Help Needed Diagnosing Power Problem

I am having a problem with the locomotive slowing through one quadrant of what can be considered a basic oval on a 4’ x 8’ sheet of plywood. The track is Lionel O gage not O-27 and I am using two lockon’s. With the train traveling forward in a clockwise direction it will slow dramatically in what could be thought of as the upper left quadrant. It returns to normal when it leaves that quadrant. Again it is the upper left quadrant. The louckon’s are located in the upper right quadrant and the lower left quadrant.

I have felt the track joints for a hot spot after opperating the train but have felt none. I have checked the voltage rail to rail at various spots around the layout – prior to , in and across the slow down quadrant. No voltage drops were noted. My meter does not measure AC amps.

Testing the track with rolling stock by hand does not reveal any tight spots.

I have operated the locomotive using each lockon alone and in combination with the same results.

Here is the kicker with the train traveling forward in a clockwise direction the upper left quadrant is the slow down quadrant. Put the locomotive in revese so it is backing around the layout in a counterclockwise direction and the slowdown quadrant becomes the lower right quadrant.

Any ideas or advice?

Thanks much,
Steve

Try putting a lock-on in each quadrant.

Tony

When you did a voltage measurement was the train running? It should be to get an accurate idea of where the problem is. Your voltmeter has a high input impedance. A resistance of say 10 ohms at a a track joint would look like almost zero to the voltmeter ( in other words it would read full track voltage). By running the engine which has a resistance of say 2-4 ohms the 10 ohm track resistance becomes significant. Over half of the applied voltage could be lost at the bad spot in the track. Your 16 volt transformer voltage would read 4-5 volts at the bad spot. The easiest way to do this is to attach another lockon connected only to the voltmeter.
Pete

A tilted board (“upper right” quadrant high, “lower left” low) would have an effect somewhat like what you describe; but I think you would have noticed if that were the case.

I have soldered all my track joints and solder wires directly to the track. Forget the lockons. Try adding feeders around the layout, you may need several. I had a slow spot on the layout for about 1/4 of the loop that was caused by one poor center rail connection. Soldering that solved the problem dramaticly. Hope this helps- T.M.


### What the exercise asks
From the entries, copy each line that includes "name".

===== Recorded data

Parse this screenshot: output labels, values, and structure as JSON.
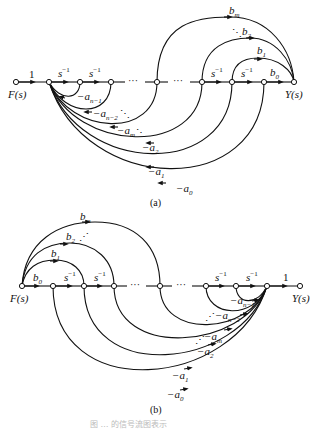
{
  "diagram_a": {
    "caption": "(a)",
    "input_label": "F(s)",
    "output_label": "Y(s)",
    "input_gain": "1",
    "integrator": "s",
    "integrator_exp": "−1",
    "ellipsis": "···",
    "feedforward": [
      {
        "label": "b",
        "sub": "m"
      },
      {
        "label": "b",
        "sub": "2"
      },
      {
        "label": "b",
        "sub": "1"
      },
      {
        "label": "b",
        "sub": "0"
      }
    ],
    "feedback": [
      {
        "label": "−a",
        "sub": "n−1"
      },
      {
        "label": "−a",
        "sub": "n−2"
      },
      {
        "label": "−a",
        "sub": "m"
      },
      {
        "label": "−a",
        "sub": "2"
      },
      {
        "label": "−a",
        "sub": "1"
      },
      {
        "label": "−a",
        "sub": "0"
      }
    ]
  },
  "diagram_b": {
    "caption": "(b)",
    "input_label": "F(s)",
    "output_label": "Y(s)",
    "output_gain": "1",
    "integrator": "s",
    "integrator_exp": "−1",
    "ellipsis": "···",
    "feedforward": [
      {
        "label": "b",
        "sub": "m"
      },
      {
        "label": "b",
        "sub": "2"
      },
      {
        "label": "b",
        "sub": "1"
      },
      {
        "label": "b",
        "sub": "0"
      }
    ],
    "feedback": [
      {
        "label": "−a",
        "sub": "n−1"
      },
      {
        "label": "−a",
        "sub": "n−2"
      },
      {
        "label": "−a",
        "sub": "m"
      },
      {
        "label": "−a",
        "sub": "2"
      },
      {
        "label": "−a",
        "sub": "1"
      },
      {
        "label": "−a",
        "sub": "0"
      }
    ]
  },
  "figure_caption": "图 … 的信号流图表示"
}
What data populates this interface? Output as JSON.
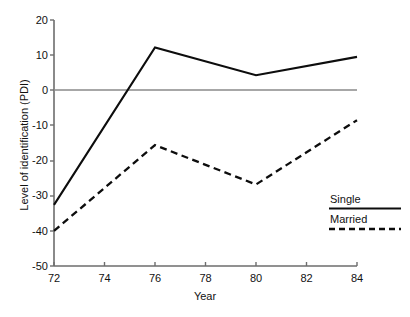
{
  "chart_data": {
    "type": "line",
    "title": "",
    "subtitle": "",
    "xlabel": "Year",
    "ylabel": "Level of identification (PDI)",
    "x": [
      72,
      76,
      80,
      84
    ],
    "xlim": [
      72,
      84
    ],
    "ylim": [
      -50,
      20
    ],
    "xticks": [
      72,
      74,
      76,
      78,
      80,
      82,
      84
    ],
    "xtick_labels": [
      "72",
      "74",
      "76",
      "78",
      "80",
      "82",
      "84"
    ],
    "yticks": [
      20,
      10,
      0,
      -10,
      -20,
      -30,
      -40,
      -50
    ],
    "ytick_labels": [
      "20",
      "10",
      "0",
      "-10",
      "-20",
      "-30",
      "-40",
      "-50"
    ],
    "grid": false,
    "legend_position": "bottom-right",
    "reference_lines": [
      {
        "axis": "y",
        "value": 0,
        "color": "#8a8a8a"
      }
    ],
    "series": [
      {
        "name": "Single",
        "style": "solid",
        "color": "#0d0d0d",
        "x": [
          72,
          76,
          80,
          84
        ],
        "values": [
          -32.6,
          12.2,
          4.3,
          9.5
        ]
      },
      {
        "name": "Married",
        "style": "dashed",
        "color": "#0d0d0d",
        "x": [
          72,
          76,
          80,
          84
        ],
        "values": [
          -40.0,
          -15.6,
          -26.8,
          -8.5
        ]
      }
    ]
  },
  "legend": {
    "items": [
      {
        "label": "Single",
        "style": "solid"
      },
      {
        "label": "Married",
        "style": "dashed"
      }
    ]
  },
  "axes": {
    "y_title": "Level of identification (PDI)",
    "x_title": "Year"
  }
}
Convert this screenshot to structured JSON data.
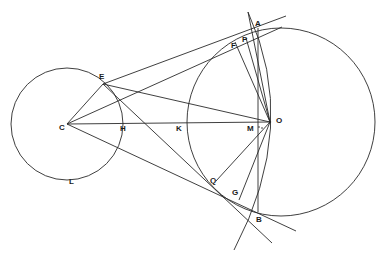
{
  "figure": {
    "type": "geometric construction",
    "stroke_color": "#2a2a2a",
    "background": "#ffffff",
    "points": {
      "A": {
        "label": "A",
        "x": 258,
        "y": 30
      },
      "B": {
        "label": "B",
        "x": 258,
        "y": 211
      },
      "C": {
        "label": "C",
        "x": 67,
        "y": 124
      },
      "E": {
        "label": "E",
        "x": 103,
        "y": 84
      },
      "F": {
        "label": "F",
        "x": 235,
        "y": 40
      },
      "P": {
        "label": "P",
        "x": 246,
        "y": 37
      },
      "G": {
        "label": "G",
        "x": 238,
        "y": 199
      },
      "Q": {
        "label": "Q",
        "x": 213,
        "y": 185
      },
      "H": {
        "label": "H",
        "x": 123,
        "y": 124
      },
      "K": {
        "label": "K",
        "x": 186,
        "y": 124
      },
      "M": {
        "label": "M",
        "x": 258,
        "y": 124
      },
      "O": {
        "label": "O",
        "x": 270,
        "y": 122
      },
      "L": {
        "label": "L",
        "x": 72,
        "y": 180
      }
    },
    "circles": [
      {
        "name": "small-circle",
        "cx": 67,
        "cy": 124,
        "r": 56
      },
      {
        "name": "large-circle",
        "cx": 281,
        "cy": 122,
        "r": 94
      }
    ]
  }
}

==========

### Solved exercise
        "name": "Single",
        "name": "Married",
        "name": "small-circle",
        "name": "large-circle",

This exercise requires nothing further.